“Am I really cut out for this nursing thing?” We’re guessing it’s a question every future nurse has asked themselves at some point during nursing school, and for Johns Hopkins student Caitanya Min, it happened during a routine wound dressing.
“I initially looked at the wound and felt nothing. But let’s just say that that wound was… Wow. Before I knew it, nausea overwhelmed me,” Min said. “I asked myself: Should I be rethinking this nursing thing? If I can’t even handle the sight of huge wounds that look like raw ground meat, what hope is there for me?”
Almost a year later, Min was able to laugh about the incident…until it happened again, during a tracheotomy tube removal. This time, she was determined to figure out how to quell her queasy stomach once and for all.
“I did some searching online and apparently plenty of nursing students—and medical students—have become faint while watching something that did not agree with them,” Min said. “Does this make me feel better? I guess so. However, my ego is screaming, ‘You wimp! It’s not like his brains were spilling out all over the place!’ If only my body could listen and understand this ‘logic.'”
Nursing students (and seasoned nurses!), has this ever happened to you? How do you cope when your stomach starts to turn on the job? Any special tips and tricks you use on the regular? Let us know in the comments below.
This feature is brought to you in partnership with the Johns Hopkins University School of Nursing.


TRY IT: Using the data below, work out how many lines contain the word "solid", then state that number without comment.

Extracts from a graphics dataset:
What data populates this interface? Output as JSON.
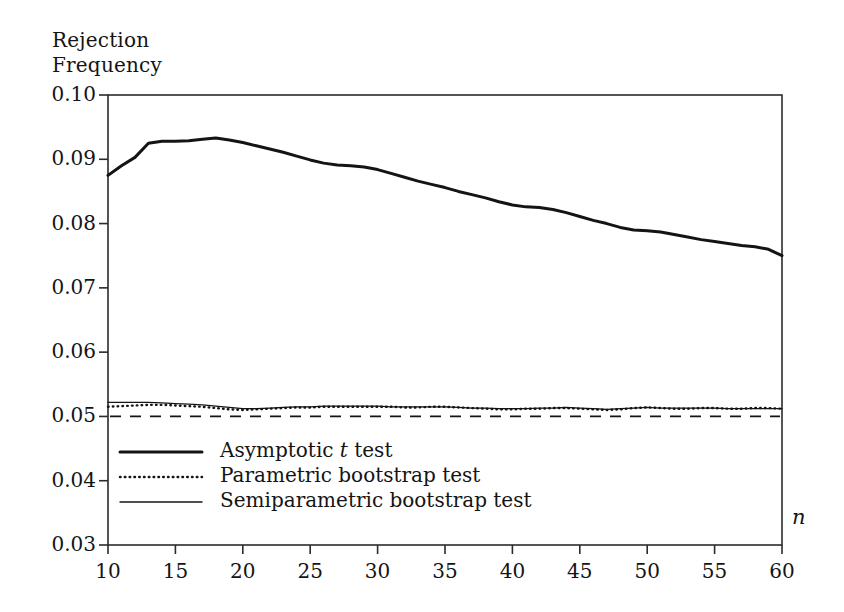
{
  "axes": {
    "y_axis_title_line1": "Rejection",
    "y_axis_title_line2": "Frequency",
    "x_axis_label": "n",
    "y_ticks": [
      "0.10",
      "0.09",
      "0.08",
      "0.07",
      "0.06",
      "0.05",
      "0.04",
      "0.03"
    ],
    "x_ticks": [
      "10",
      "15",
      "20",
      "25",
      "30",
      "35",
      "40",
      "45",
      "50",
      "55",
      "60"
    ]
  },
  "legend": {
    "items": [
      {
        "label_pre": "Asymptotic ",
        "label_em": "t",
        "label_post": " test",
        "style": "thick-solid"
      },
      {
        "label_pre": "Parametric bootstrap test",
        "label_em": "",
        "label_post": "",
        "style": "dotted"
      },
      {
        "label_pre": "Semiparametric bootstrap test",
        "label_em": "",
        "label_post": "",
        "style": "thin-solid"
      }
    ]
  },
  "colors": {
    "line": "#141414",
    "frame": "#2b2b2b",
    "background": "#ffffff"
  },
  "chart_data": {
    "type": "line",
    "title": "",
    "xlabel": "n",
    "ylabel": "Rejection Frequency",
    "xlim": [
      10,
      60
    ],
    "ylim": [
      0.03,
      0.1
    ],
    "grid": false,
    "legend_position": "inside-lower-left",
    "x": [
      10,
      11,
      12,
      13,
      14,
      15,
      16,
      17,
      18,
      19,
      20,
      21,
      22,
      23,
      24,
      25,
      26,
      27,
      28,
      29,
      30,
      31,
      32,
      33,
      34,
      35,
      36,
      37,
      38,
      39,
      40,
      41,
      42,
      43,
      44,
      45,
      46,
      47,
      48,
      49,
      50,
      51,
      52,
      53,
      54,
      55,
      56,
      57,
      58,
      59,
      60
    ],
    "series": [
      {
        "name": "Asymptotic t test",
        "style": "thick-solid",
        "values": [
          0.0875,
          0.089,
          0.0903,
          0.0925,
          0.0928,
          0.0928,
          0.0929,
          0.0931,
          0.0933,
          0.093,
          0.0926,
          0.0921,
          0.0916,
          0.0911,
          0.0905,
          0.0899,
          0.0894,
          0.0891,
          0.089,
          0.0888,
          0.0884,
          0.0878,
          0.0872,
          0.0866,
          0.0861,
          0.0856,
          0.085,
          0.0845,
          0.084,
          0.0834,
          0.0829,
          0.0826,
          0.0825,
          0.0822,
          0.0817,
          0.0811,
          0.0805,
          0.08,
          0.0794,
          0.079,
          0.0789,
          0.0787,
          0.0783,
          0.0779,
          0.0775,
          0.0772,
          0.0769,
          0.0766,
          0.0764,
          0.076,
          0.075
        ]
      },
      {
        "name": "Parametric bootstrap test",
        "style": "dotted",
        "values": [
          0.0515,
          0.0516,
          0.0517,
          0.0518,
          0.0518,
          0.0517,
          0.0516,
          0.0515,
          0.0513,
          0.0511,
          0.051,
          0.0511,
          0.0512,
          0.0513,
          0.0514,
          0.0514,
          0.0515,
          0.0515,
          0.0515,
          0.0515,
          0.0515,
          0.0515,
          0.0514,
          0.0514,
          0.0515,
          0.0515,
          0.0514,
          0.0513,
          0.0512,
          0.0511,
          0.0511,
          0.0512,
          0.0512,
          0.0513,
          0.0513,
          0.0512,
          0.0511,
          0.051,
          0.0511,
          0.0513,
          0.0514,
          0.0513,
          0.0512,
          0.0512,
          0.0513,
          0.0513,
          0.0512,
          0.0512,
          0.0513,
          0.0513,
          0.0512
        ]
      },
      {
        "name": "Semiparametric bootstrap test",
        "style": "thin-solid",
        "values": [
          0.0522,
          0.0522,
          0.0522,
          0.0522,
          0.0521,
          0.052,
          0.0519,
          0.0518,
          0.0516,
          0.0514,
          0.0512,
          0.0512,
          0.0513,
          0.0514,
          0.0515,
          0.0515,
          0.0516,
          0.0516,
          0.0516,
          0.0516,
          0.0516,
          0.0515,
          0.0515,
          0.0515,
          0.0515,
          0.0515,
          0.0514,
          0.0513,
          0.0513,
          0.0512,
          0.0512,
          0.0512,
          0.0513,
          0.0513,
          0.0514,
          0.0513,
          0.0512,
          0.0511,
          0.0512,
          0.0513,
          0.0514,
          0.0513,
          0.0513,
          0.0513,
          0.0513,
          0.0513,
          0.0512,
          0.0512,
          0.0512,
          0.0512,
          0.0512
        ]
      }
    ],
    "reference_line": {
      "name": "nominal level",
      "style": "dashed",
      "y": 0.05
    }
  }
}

REPLY TO THE EXERCISE: 4